EXCLUSIVE: Ambassador bridge urges MDOT to lift hazmat limits

DETROIT — The privately owned Ambassador Bridge is trying to siphon cross-border hazmat business away from the Detroit Windsor Truck Ferry. But it’ll need help from the Michigan government first.

According to documents obtained by the truck ferry’s owner Gregg Ward through the Freedom of Information Act, the Detroit International Bridge Company is requesting a change to the National Hazardous Materials Route Registry (NHMRR), to allow certain flammable, corrosive, and explosive materials to cross between Canada and the U.S. via the 75-year-old Ambassador Bridge. Many of those materials are currently barred from the bridge.

FOIA documents also reveal that the State of Michigan initiated a review of the NHMRR earlier this year, which includes reassessing the non-radioactive aspects of the rule. It’s unclear, though, where the Ministry of Transport is in the process. 

The Windsor Detroit Truck Ferry is the only
transporter allowed to carry hazmat material
across the border. That could change.

Although the Truck Ferry is the only mode designated to transport hazmat trucks across the Detroit River, several media — including todaystrucking.com — have reported that the bridge (which has complete autonomy over its own operations) routinely allows such vehicles to cross anyway, via special permit that it writes for select fleets. Some of those passing trucks belong to carriers controlled by the bridge’s owner, Matty Moroun.

It appears, then, that the private company is seeking to more openly accommodate all types of hazmat transporters.

According to documents obtained by todaystrucking.com, Ambassador President Dan Stamper wrote to The MDOT last fall officially requesting a change to the NHMRR. He suggested that the state relax restrictions so that they’re more in line with allowances given to the Blue Water Bridge in Sarnia-Port Huron. 

In addition to the security issues "these dangerous trucks would pose" to what is currently the only major span at North America’s busiest trade gateway, Ward also points out the "obvious detrimental impact" on his business.

Furthermore, the loss of the truck ferry "would eliminate the primary crossing for very large shipments of oversize, overweight trucks, which are essential in support of manufacturing and energy projects," says Ward. "Repeatedly the ferry has played an important role in keeping manufacturing facilities open when there has been severe delays at the bridge."

Signs in Windsor direct hazmat truckers to the ferry.
Curiously there are few, if any, such signs in Detroit.

Not only would such a move "strengthen the bridge’s monopoly on cargo traffic," says Ward, but it would also eliminate any crossing redundancy, which is essential in the event of a major hazmat-related accident or terrorist attack on the privately owned bridge.

"I do not think people really appreciate the danger of allowing Moroun as the owner of a private bridge to be in total control of the border."

Not too long ago, Ward wrote to authorities asking them to do a better job enforcing the hazmat restrictions outlined in the NHMRR.

Officials on both sides of the border promised to investigate, but according to Ward, not much has changed.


About this task:
Since the pictures are not wanted, copy only the text of every record exactly.

..............................

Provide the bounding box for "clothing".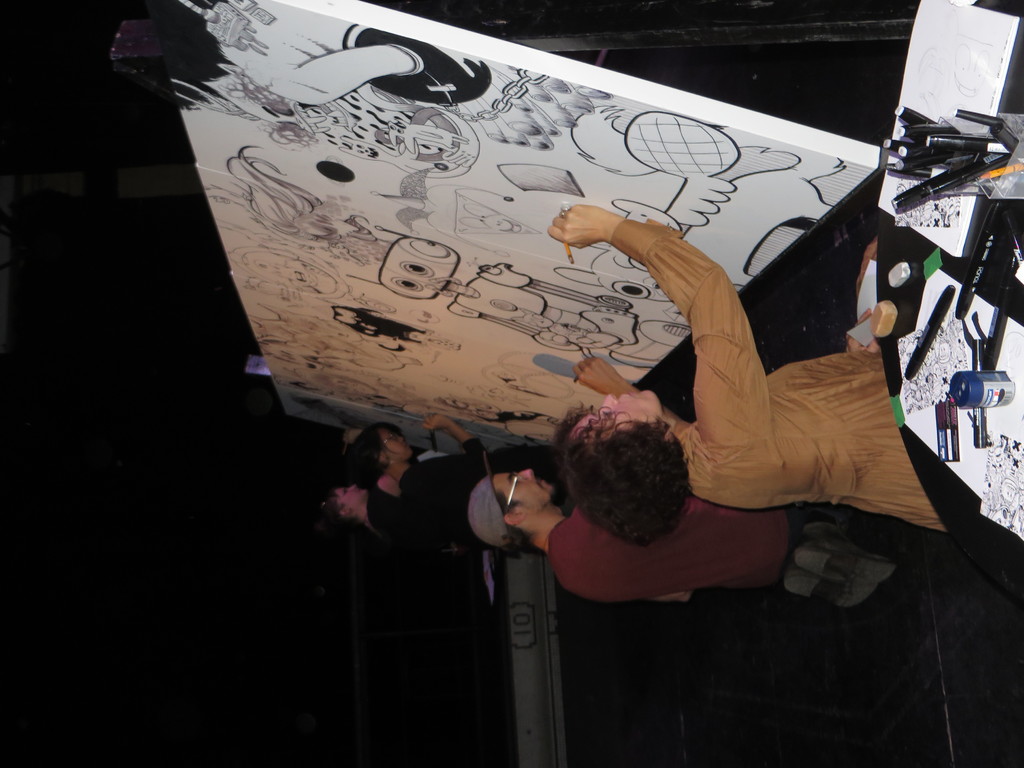
610/218/941/529.
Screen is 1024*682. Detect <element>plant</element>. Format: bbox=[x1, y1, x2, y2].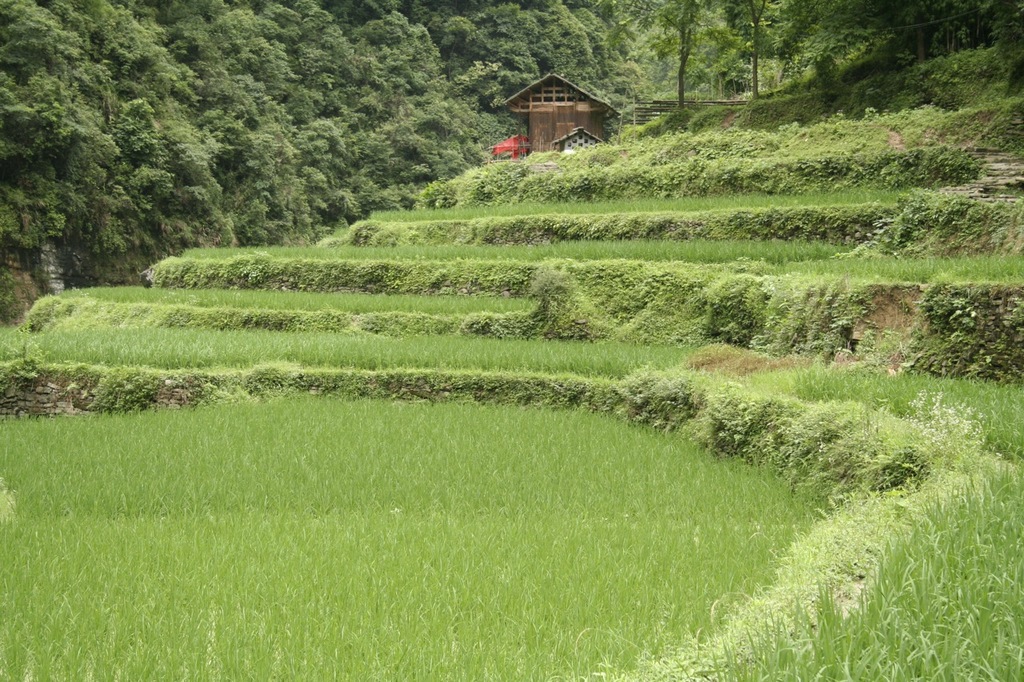
bbox=[904, 265, 1023, 379].
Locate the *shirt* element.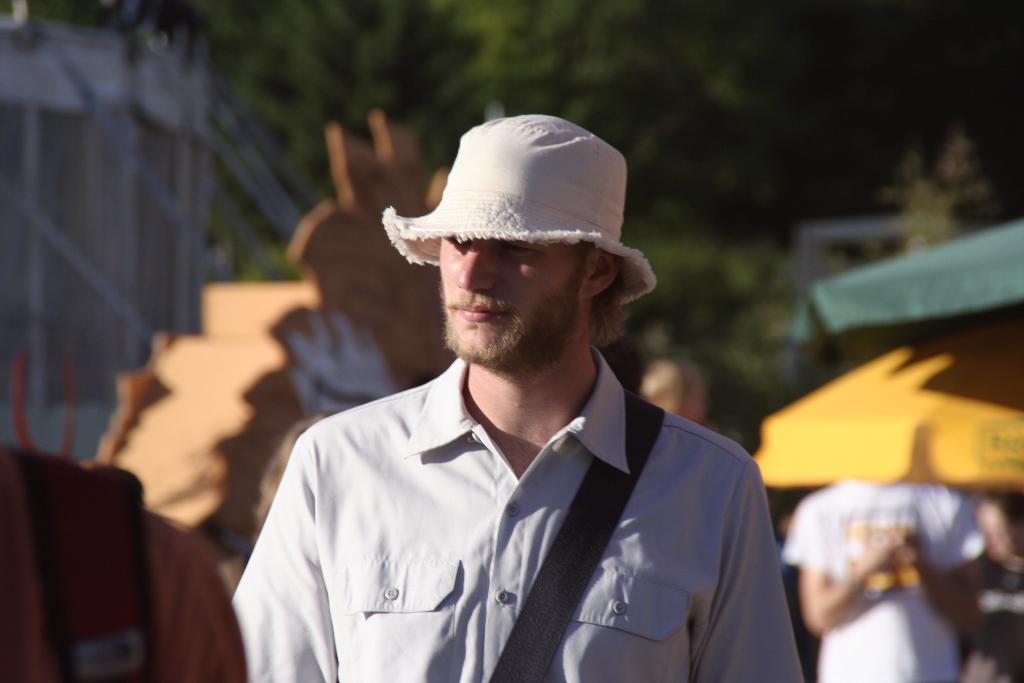
Element bbox: BBox(221, 338, 797, 682).
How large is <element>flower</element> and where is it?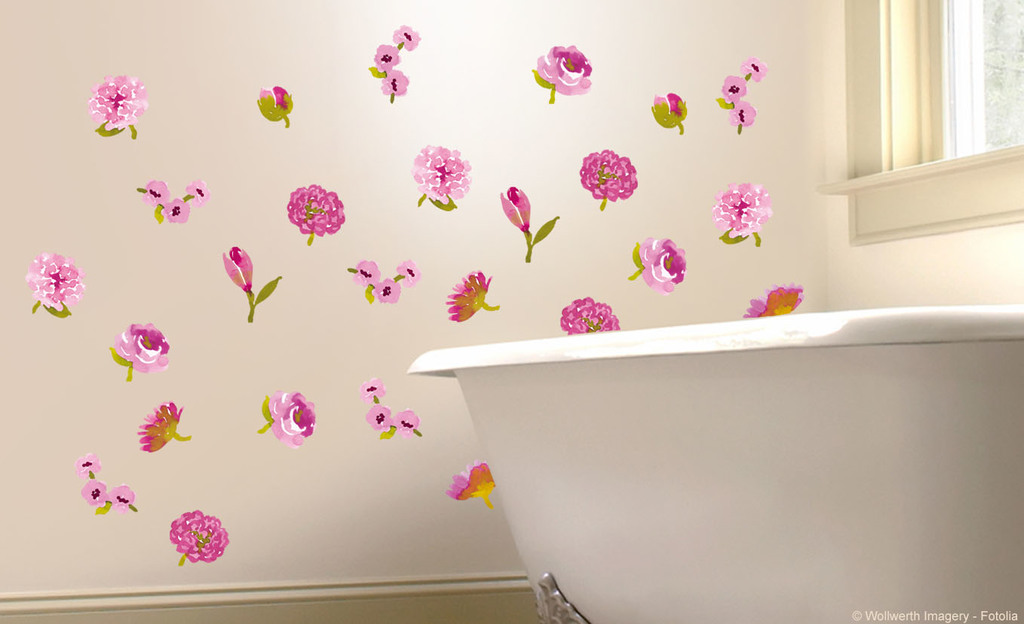
Bounding box: (x1=389, y1=408, x2=420, y2=438).
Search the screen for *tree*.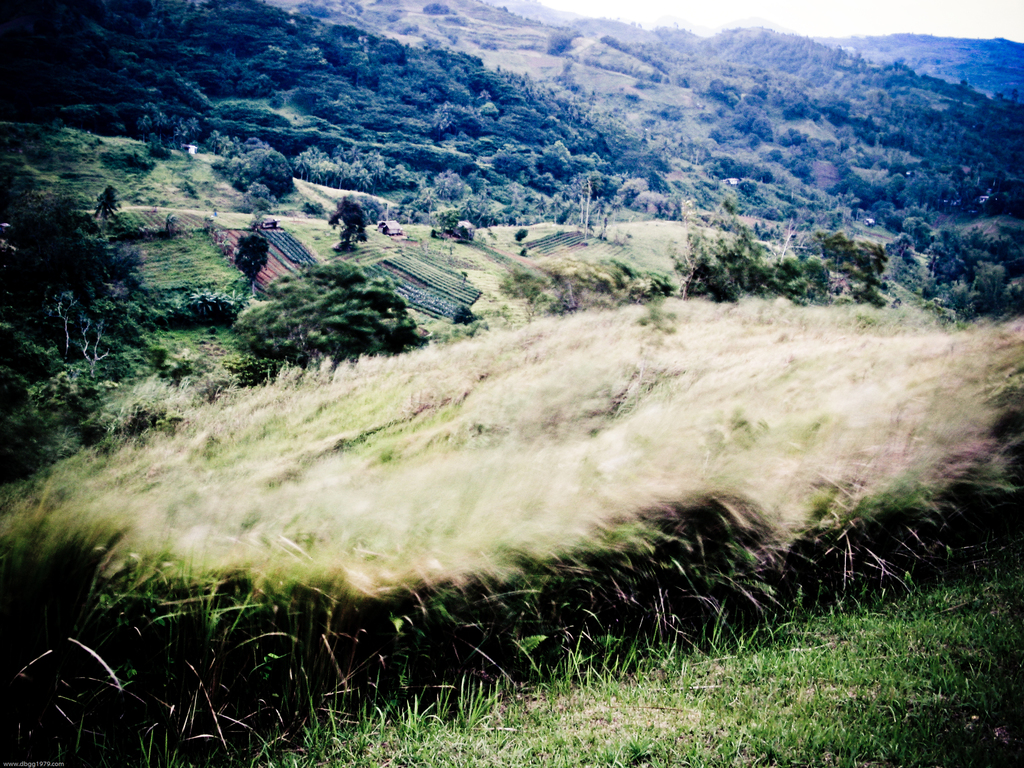
Found at (left=232, top=264, right=411, bottom=380).
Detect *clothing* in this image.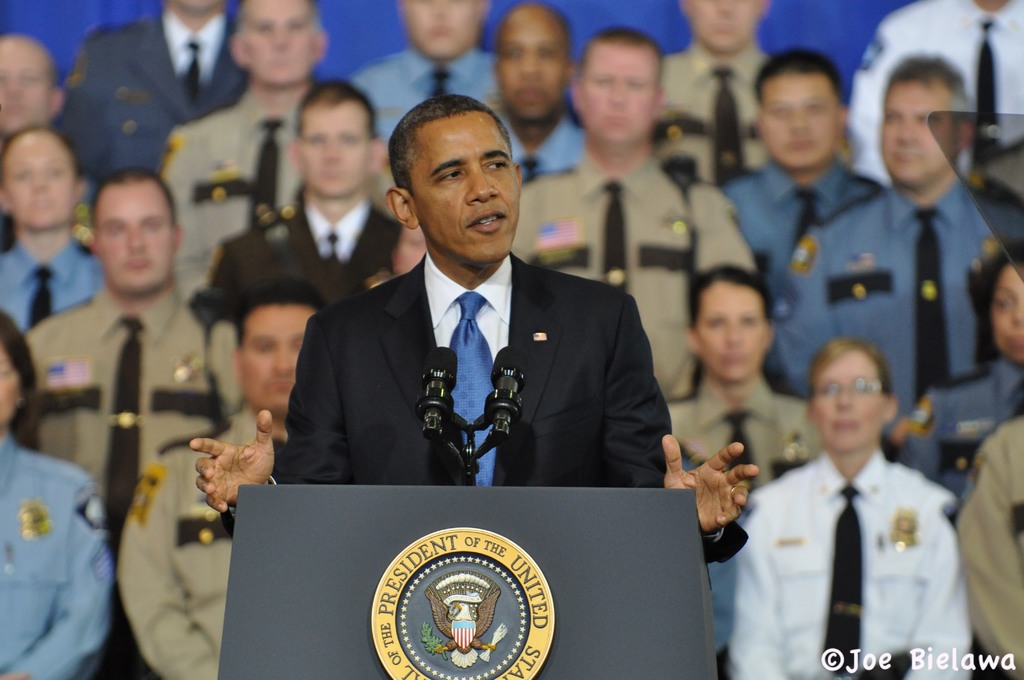
Detection: [left=757, top=170, right=1023, bottom=429].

..............................

Result:
Provide the bounding box for "clothing".
610/218/941/529.
Screen is 1024*682. Detect <element>plant</element>. Format: bbox=[x1, y1, x2, y2].
bbox=[904, 265, 1023, 379].
Locate the *shirt* element.
Element bbox: BBox(221, 338, 797, 682).
How large is <element>flower</element> and where is it?
Bounding box: (x1=389, y1=408, x2=420, y2=438).
Search the screen for *tree*.
Found at (left=232, top=264, right=411, bottom=380).
Detect *clothing* in this image.
Detection: [left=757, top=170, right=1023, bottom=429].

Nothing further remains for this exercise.